Comment Re:When they come for freedoms (Score 1) 48
The Fed's hands need to be slapped and slapped hard.
Great, but slapping someone else (e.g. Google) for what someone else (ISIS dudes) said, does not help slap the feds at all.
Watch your aim. Slap the feds, not unrelated parties. Make NSLs illegal so that when the feds try to change what a website says (or silence it), not only do they lack the power to compel webmasters, but their attempt can be lawfully exposed.
These companies having this power then open up foreign countries to get in and push agendas...that often are not in our (US) best interest.
Yes, and your website should be able to push whatever agenda you want, too, regardless of whether or not it's what the US Government du jour happens to want. Even Americans can't agree with one another about what our best interests are. See this discussion right here, my fellow American.
Indeed, given how many foreign websites we use, that's a neat check on our government. And every other government. We basically need all the governments of the world to unite behind a single agenda in The Ultimate Grand Conspiracy, in order for things to go badly. We are finally beating them (except for the risk of having to spend money on lawyers, like what happened to Google in this case).

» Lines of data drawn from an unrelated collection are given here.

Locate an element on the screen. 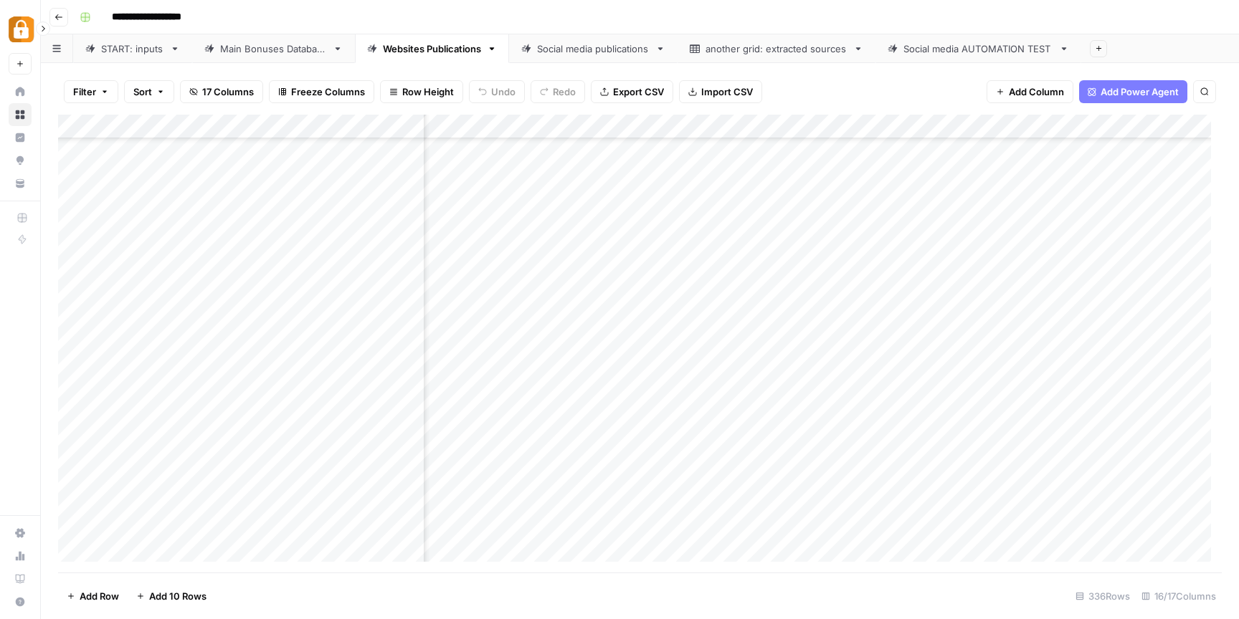 This screenshot has width=1239, height=619. span: Export CSV is located at coordinates (638, 92).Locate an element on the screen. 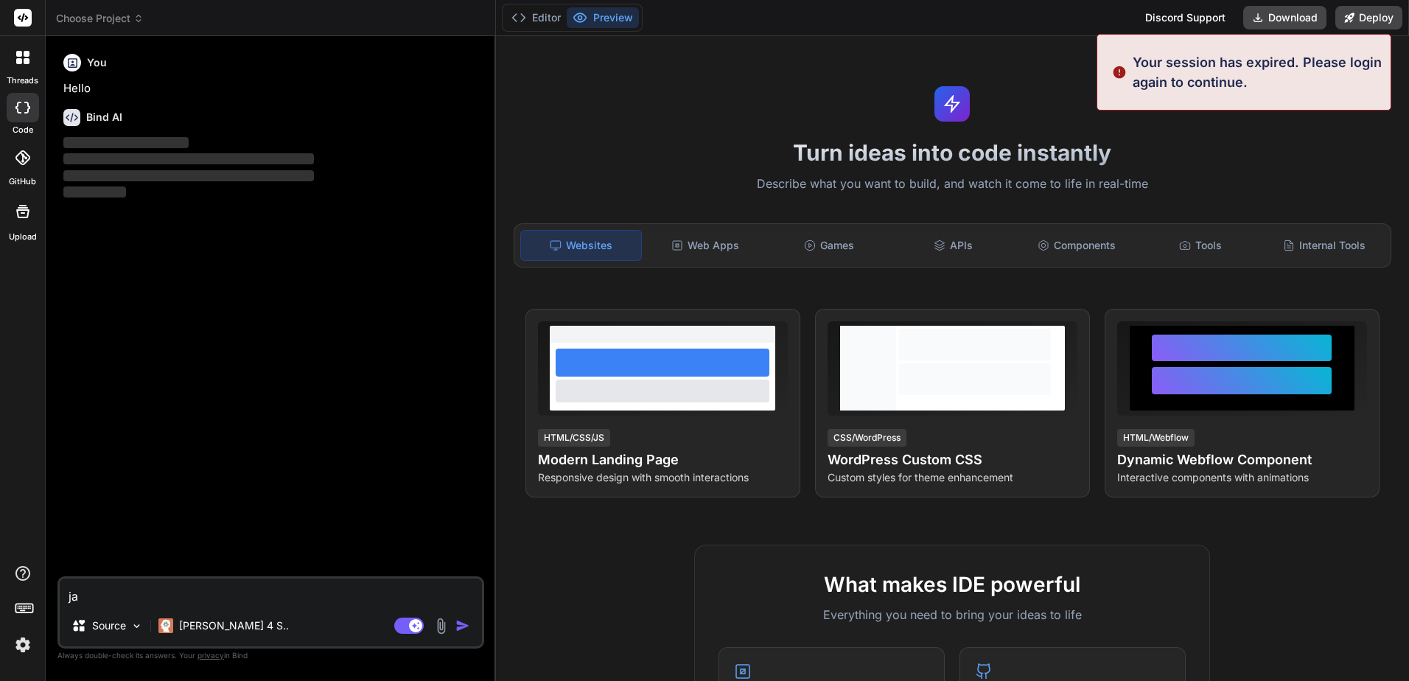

Look at Twitter. It went to shit, so people left. Problem solved. And Facebook is only for old people (though I'm not sure how it compares to Slashdot). Some day, TikTok will be the next MySpace. None of them matter, except for the value they give us in contradicting all the other ones.
The last 20 years have made censorship much harder than it ever was before. We're at maximum freedom compared to any other moment in history. I think that's great.